Commercial bank lending jumps $2.5 billion in June
Not quite a yo-yo, but Canadian Chartered bank lending volumes have been volatile during the past three months.
Through the beginning of 2011, Canadian businesses had borrowed about $5 billion in additional bank debt. In May, the outstanding level fell more than a billion, but things happily turned around in June. The $2.5 billion June increase represents the largest single monthly rise since last October, in fact. And September 2010 marked the nadir since I began to track these figures for you (starting in Dec. 2008), so perhaps a big snap-back in October shouldn’t come as a surprise.
In any event, our domestic banks have advanced almost $7.5 billion in new capital this year, according to data released by the Bank of Canada. That’s a run rate of about 8% for the year, which must be well above double the rate of the country’s annual economic growth.
The category is “Business loans to Canadian residents for business purposesâ€:
December 2008: $191.563 billion
January 2009: $185.679 billion
February: $183.759 billion
March: $184.089 billion
April: $181.811 billion
May: $178.691 billion
June: $176.365 billion
July: $174.664 billion
August: $173.818 billion
September: $171.152 billion
October: $171.091 billion
November: $168.425 billion
December: $169.430 billion
January 2010: $167.892 billion
February: $168.104 billion
March: $169.495 billion
April: $169.163 billion
May: $166.378 billion
June: $165.369 billion
July: $166.988 billion
August: $164.774 billion
September: $163.976 billion
October: $168.401 billion
November: $168.892 billion
December: $169.170 billion
January 2011: $170.42 billion
February: $171.800 billion
March: $174.028 billion
April: $175.198 billion
May: $173.974 billion
June: $176.527 billion
We are still $15 billion below the peak, but the trend appears to be our economy’s friend. The $64 question is: are SME’s experiencing the same support as the big corporate fish?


EXERCISE INSTRUCTIONS: Your job is to write out each record exactly, leaving none out.
──────────
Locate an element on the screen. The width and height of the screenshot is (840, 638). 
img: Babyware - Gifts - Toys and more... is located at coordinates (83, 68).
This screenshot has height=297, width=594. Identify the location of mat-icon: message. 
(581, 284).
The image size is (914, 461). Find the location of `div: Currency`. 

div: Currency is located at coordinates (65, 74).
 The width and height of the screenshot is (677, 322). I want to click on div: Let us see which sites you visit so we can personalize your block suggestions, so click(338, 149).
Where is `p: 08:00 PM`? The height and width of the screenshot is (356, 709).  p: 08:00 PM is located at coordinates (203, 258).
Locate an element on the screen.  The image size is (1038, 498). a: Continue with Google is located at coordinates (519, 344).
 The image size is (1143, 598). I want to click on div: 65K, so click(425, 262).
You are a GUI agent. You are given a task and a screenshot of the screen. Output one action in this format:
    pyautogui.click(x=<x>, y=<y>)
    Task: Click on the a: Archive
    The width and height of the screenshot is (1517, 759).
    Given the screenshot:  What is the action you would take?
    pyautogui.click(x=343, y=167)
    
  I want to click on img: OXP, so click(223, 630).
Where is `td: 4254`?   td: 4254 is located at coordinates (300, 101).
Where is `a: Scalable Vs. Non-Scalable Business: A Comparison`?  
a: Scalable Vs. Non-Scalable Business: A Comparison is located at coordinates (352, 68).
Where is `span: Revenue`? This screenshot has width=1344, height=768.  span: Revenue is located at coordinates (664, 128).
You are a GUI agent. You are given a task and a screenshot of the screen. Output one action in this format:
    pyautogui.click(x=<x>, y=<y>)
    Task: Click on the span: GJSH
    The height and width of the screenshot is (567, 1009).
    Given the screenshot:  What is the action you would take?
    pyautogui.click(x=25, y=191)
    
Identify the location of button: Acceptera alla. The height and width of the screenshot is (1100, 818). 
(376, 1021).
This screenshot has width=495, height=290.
──────────
EXPECTED OUTPUT:
Locate an element on the screen. The width and height of the screenshot is (840, 638). 
img: Babyware - Gifts - Toys and more... is located at coordinates (83, 68).
This screenshot has height=297, width=594. Identify the location of mat-icon: message. 
(581, 284).
The image size is (914, 461). Find the location of `div: Currency`. 

div: Currency is located at coordinates (65, 74).
 The width and height of the screenshot is (677, 322). I want to click on div: Let us see which sites you visit so we can personalize your block suggestions, so click(338, 149).
Where is `p: 08:00 PM`? The height and width of the screenshot is (356, 709).  p: 08:00 PM is located at coordinates (203, 258).
Locate an element on the screen.  The image size is (1038, 498). a: Continue with Google is located at coordinates (519, 344).
 The image size is (1143, 598). I want to click on div: 65K, so click(425, 262).
You are a GUI agent. You are given a task and a screenshot of the screen. Output one action in this format:
    pyautogui.click(x=<x>, y=<y>)
    Task: Click on the a: Archive
    The width and height of the screenshot is (1517, 759).
    Given the screenshot:  What is the action you would take?
    pyautogui.click(x=343, y=167)
    
  I want to click on img: OXP, so click(223, 630).
Where is `td: 4254`?   td: 4254 is located at coordinates (300, 101).
Where is `a: Scalable Vs. Non-Scalable Business: A Comparison`?  
a: Scalable Vs. Non-Scalable Business: A Comparison is located at coordinates (352, 68).
Where is `span: Revenue`? This screenshot has width=1344, height=768.  span: Revenue is located at coordinates (664, 128).
You are a GUI agent. You are given a task and a screenshot of the screen. Output one action in this format:
    pyautogui.click(x=<x>, y=<y>)
    Task: Click on the span: GJSH
    The height and width of the screenshot is (567, 1009).
    Given the screenshot:  What is the action you would take?
    pyautogui.click(x=25, y=191)
    
Identify the location of button: Acceptera alla. The height and width of the screenshot is (1100, 818). 
(376, 1021).
This screenshot has width=495, height=290.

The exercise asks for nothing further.